Rituals and containers
The season is slowly starting to turn. Here in Portland, there’s a coolness in the morning air, and at night. The light is shifting - days are becoming noticeably shorter, and a golden evening glow traces leaves and trees.
We’re also entering a season rich with ritual and tradition - the High Holy Days, Mawlid, Diwali, Halloween, Samhain, Día de Muertos - these are just a few! I have long been drawn to ritual, and one of the things I love most about Forest Therapy is its flexible but strong structure, the ritual of it. There’s a flow we step into: moving from greetings and introductions, to our first grounding and settling practice, to moving slowly into and through and with the forest.

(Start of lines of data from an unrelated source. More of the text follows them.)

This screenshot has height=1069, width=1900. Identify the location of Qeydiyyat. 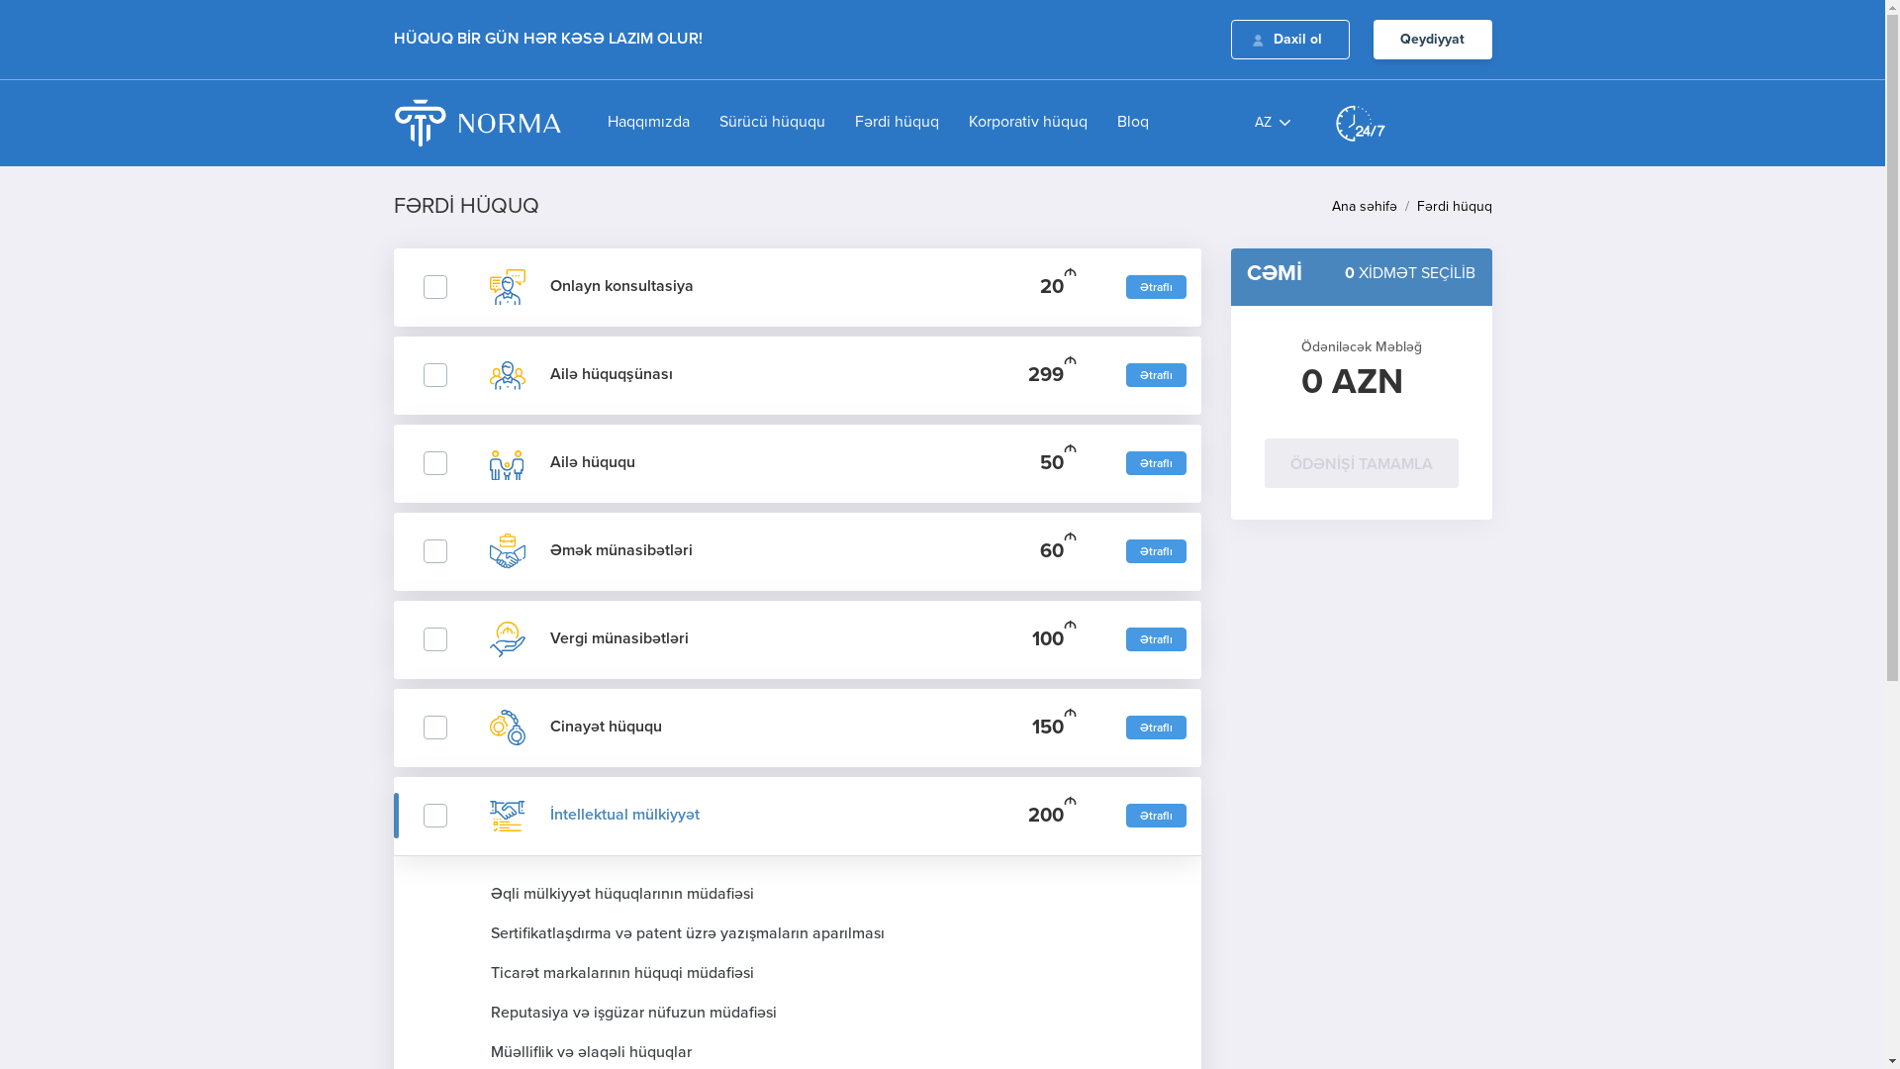
(1433, 40).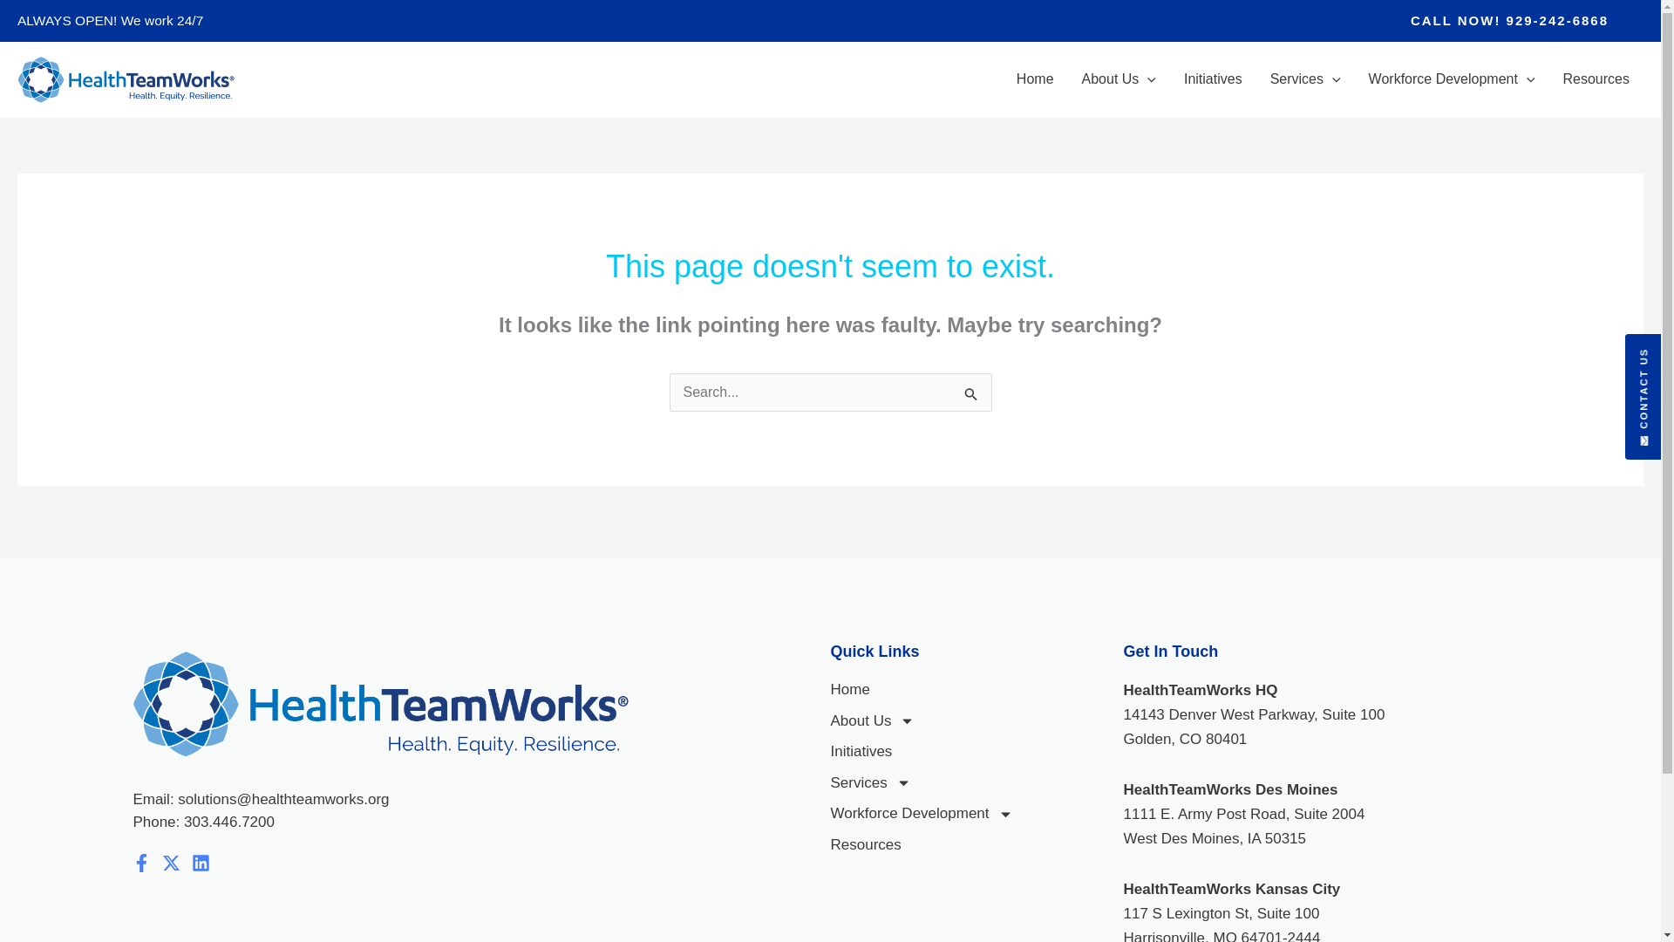 The width and height of the screenshot is (1674, 942). Describe the element at coordinates (1510, 21) in the screenshot. I see `CALL NOW! 929-242-6868` at that location.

Many of us turn to ritual practices and frameworks when we’re trying to make sense of the world around us, and our own lives. Through prayer, quiet contemplation, spellwork, pulling tarot cards, walks in the woods, lighting candles in a certain order on a certain day - whatever it may be, we’re often looking for insight, understanding, and even a relationship with the ineffable. Perhaps we seek a moment of life-changing, life-sustaining awe. Or we’re in pain, afraid, and feeling a deep need for community and family. We’re looking for .. something. Some kind of care and connection. Perhaps we’re putting our life’s precious time and energy toward creating more mutuality, more reciprocity, more.. sharing.
I know it’s at least in part the Capricorn and Virgo in me, but I love a good structure! The best containers can be a space in which we deeply explore our own inner life, drives, needs, desires, and the relationships we are always creating with the world around us. This is structure and ritual at its best. At their worst, traditions (and the beliefs that underlie them) perpetuate hurt and harm; they can drive disconnection, and shut down possibility. When we find or create rituals and practices that are actually nourishing and supportive, we’re reminded of who we are, and of our place in the world. I offer Forest Therapy as one small way to facilitate that reminder: that each of us is deserving of love, and the sense that we matter - that we are cared for.

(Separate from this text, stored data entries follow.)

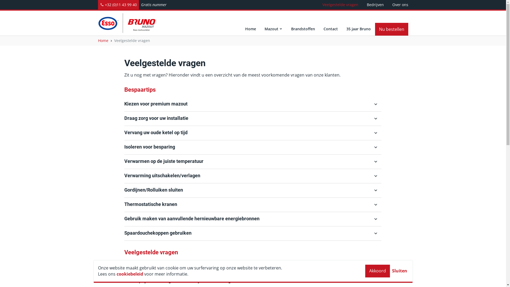 This screenshot has height=287, width=510. I want to click on Sluiten, so click(400, 271).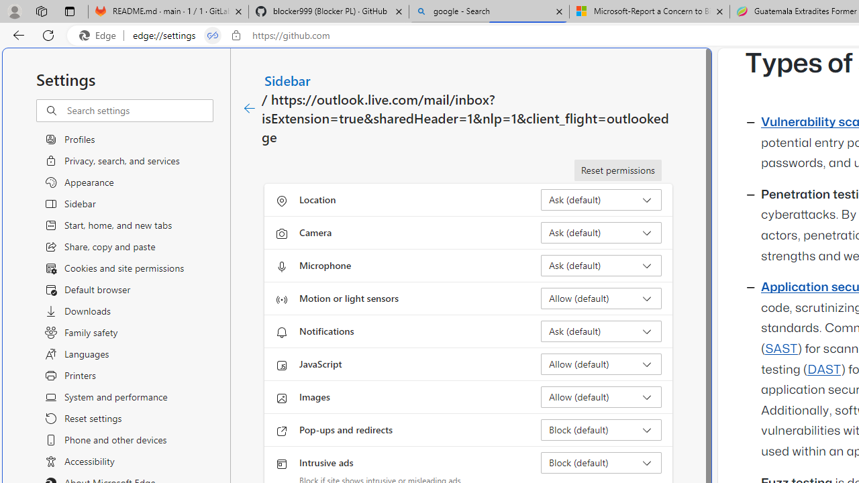 This screenshot has width=859, height=483. I want to click on Camera Ask (default), so click(601, 232).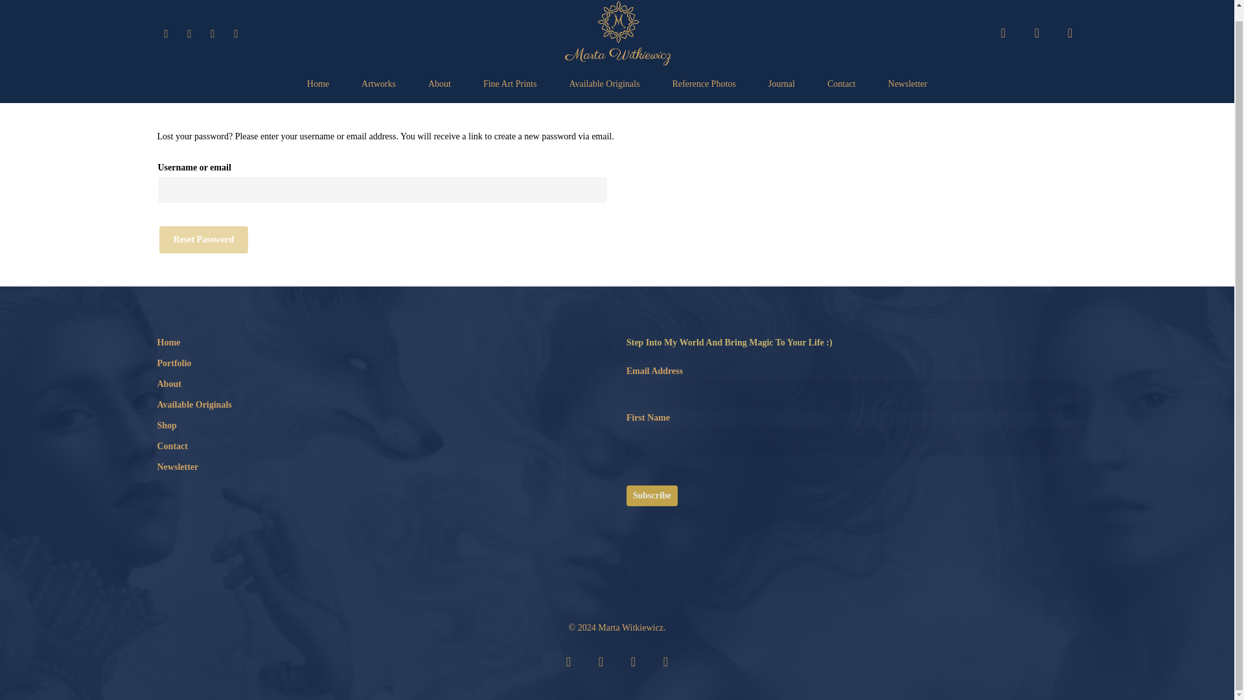  I want to click on Reference Photos, so click(703, 84).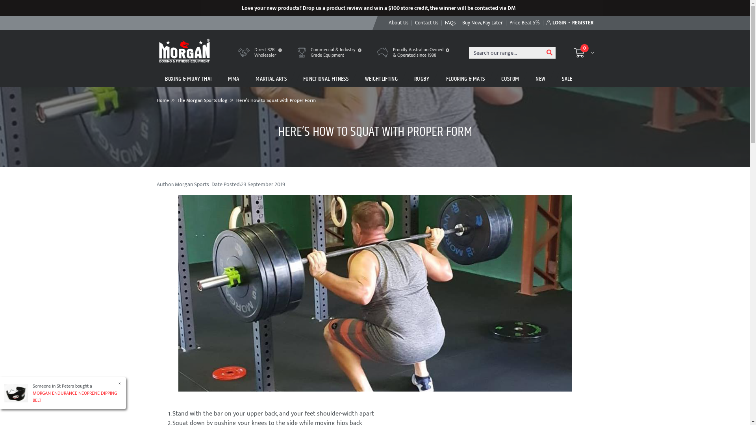 This screenshot has width=756, height=425. I want to click on MMA, so click(233, 79).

Recently, a Forest Therapy participant shared that they’ve been in the midst of a really difficult time. They’re doing all they can to support themselves, and it hasn’t been easy. We sit together on the forest floor, and I guide them to bring their attention to each sense - inviting the thinking (often ruminating) mind to settle, for just a little while.

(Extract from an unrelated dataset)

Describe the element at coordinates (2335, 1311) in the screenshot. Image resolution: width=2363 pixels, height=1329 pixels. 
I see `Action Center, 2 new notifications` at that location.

After, with tears in their eyes, and a quiet voice - they spoke to the power of simply sitting on and touching the ground. For that bit of time, they felt held by the earth below them, and strongly, lovingly supported. They noticed the vibrancy of the green living plants, and the sweet smells surrounding us. Later, we explored relationships and community within the forest. Taking the time to look deeply, they saw and felt that the beings there, large and small - tree, plant, spider - lived within a web of trust and mutual care.
As we carry forward ancient traditions and rituals, updating them when needed, and even creating new ones, we are stepping into the stream of life - connecting with ways of being sometimes stretching back thousands of years. Rituals can remind us of what it means to be human. They can hold us in a strong and supportive container - a structure that allows creativity and life itself to flourish within.
As we step into fall in the Northern Hemisphere, as we watch leaves change, plant skeletons emerge, and animals (all of us) prepare for winter, may you feel held in community, family, and in any rituals or traditions that offer loving support. May you remember that this earth is here always - below and around us - and is available to touch and breathe with, every single day, in every season.